For, make no mistake, this gallery, for all its pretence to be one of Europe's largest collections of contemporary art - "the largest outside London", it claims (pace the Scottish National Gallery of Modern Art in Edinburgh) - is nothing more than a huge indulgence of one man's taste. And what taste it is. Over four floors and 24,000 square feet of gallery space, Julian Spalding has laid himself bare. Not content with merely shooting himself in the foot, he has blown off the entire limb. Welcome to your tour of a fundamentally flawed aesthetic sensibility.

You can guess from the moment you walk in the door what awaits you within. The "spectacular mirrored mosaic entrance hall" by Niki de Saint Phalle is kitsch on a grand scale; like her pediment outside, it's perfectly appropriate... for a 1970s department store or a discotheque. Beyond, Spalding has divided his four galleries into elements - earth, air, fire and water. Earth, as we might expect, is on the ground floor. (Fire, below stairs - presumably a sort of artistic Hades? - was not yet ready on the museum's fourth day of opening.) The first observation one can make is that the works on view in the Earth gallery tell us nothing about earth. What they do tell us is how not to display works of art.

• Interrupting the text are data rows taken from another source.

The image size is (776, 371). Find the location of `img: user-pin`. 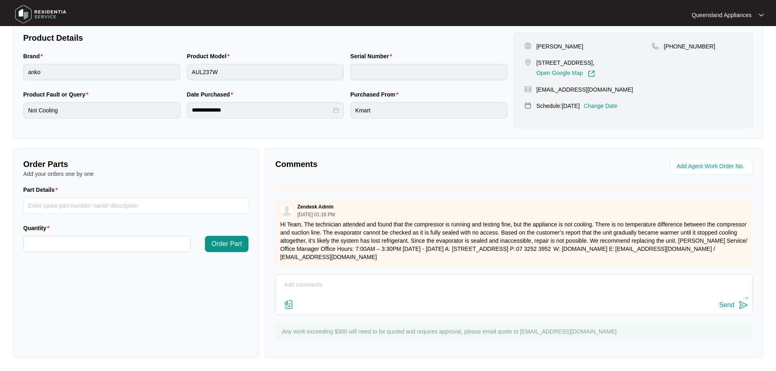

img: user-pin is located at coordinates (528, 46).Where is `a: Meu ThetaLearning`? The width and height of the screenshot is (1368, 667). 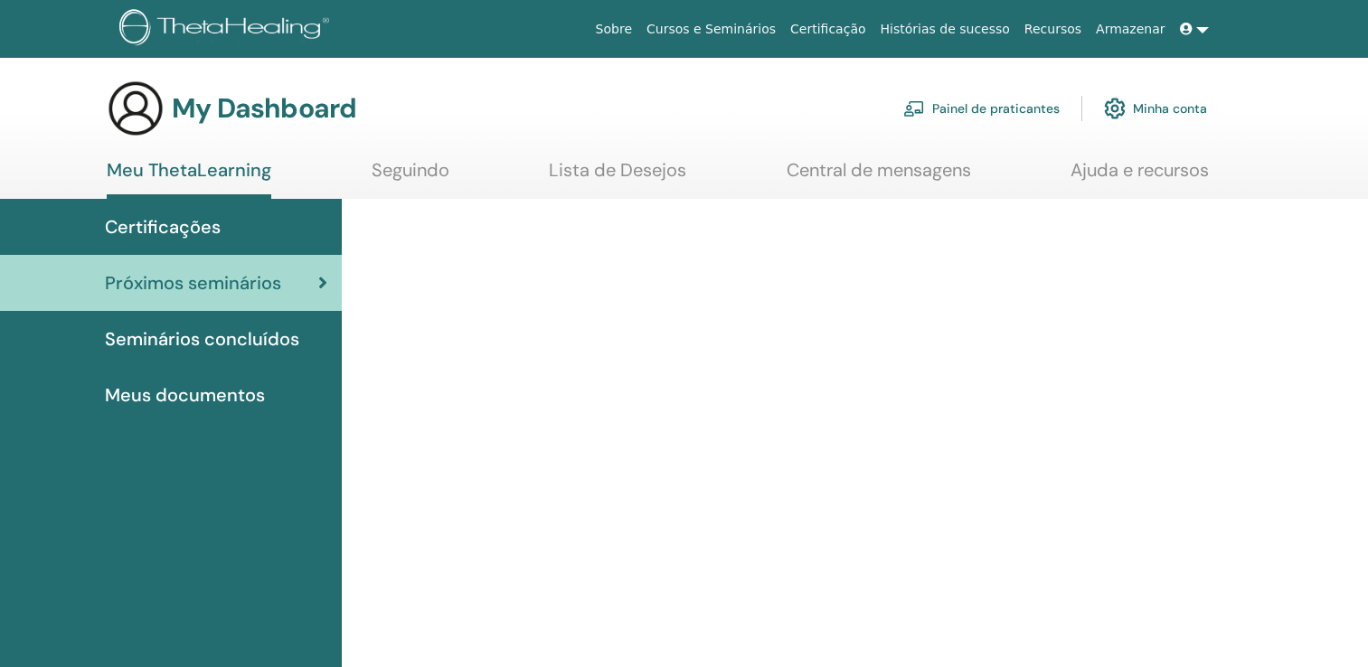 a: Meu ThetaLearning is located at coordinates (189, 179).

Spalding has taken the elegant, high-ceilinged Corinthian chamber of David Hamilton's 1829 Royal Exchange building, until recently the Stirling library, and transformed it into a cross between a conference centre, an antiques fair and a church hall. Beyond Nicola Hicks's equine sculpture (which lacks the gravitas required of the opening exhibit of a public gallery), huge grey screens, set at oblique angles and fixed with depressing permanence in lumps of granite, support a dozen of the collection's largest, and most important, paintings. What, I wonder, do Ken Currie, Peter Howson, Steven Campbell and John Bellany make of the way they have been presented? Not much, I suspect.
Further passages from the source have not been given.